Our legal institutions and the broader culture refract their policy values back at each other. The specter of the unassimilable Asian American was embodied most infamously in Fu Manchu, a fictional doctor-slash-supervillain who endured in Marvel comics, on television, and in theaters across much of the 20th century. Fu lived in American communities but sought to use mind control and esoteric sciences to bring down the Western empire. In him is embodied the fear that a foreigner might ingratiate himself too much—mastering Western tools only to deploy them against blue-blooded Americans. Again, the parallels to Michael Savage’s podcast are obvious.

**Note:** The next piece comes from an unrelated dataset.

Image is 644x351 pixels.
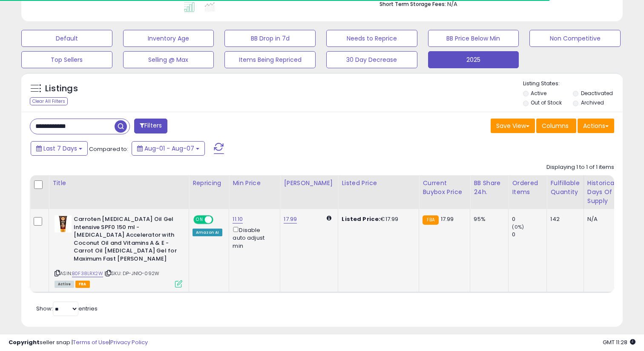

Overinclusive national-security initiatives have often fed on the same fear of the unassimilable. The incarceration of Japanese Americans and nationals is our country’s ugliest result, but other punitive dragnets have followed. McCarthyists indiscriminately portrayed Chinese immigrants as Communist subversives and sought to deport as many as possible. After 9/11, the government punished ordinary Muslim Americans who refused its overtures to spy, at great personal cost, for it. Today similar patterns have emerged as economic and military competition with China intensifies.
This Asian American and Pacific Islander Heritage Month, we should honor the Asian Americans who are robustly participating in our body politic: not only attorneys defending the rule of law, but also teachers, librarians, social workers, local government employees, and those who engage in domestic labor, among others. Their work caring for others in the name of enacting a more just vision of our country, whether on the national stage or in their everyday lives, is profoundly, fundamentally American.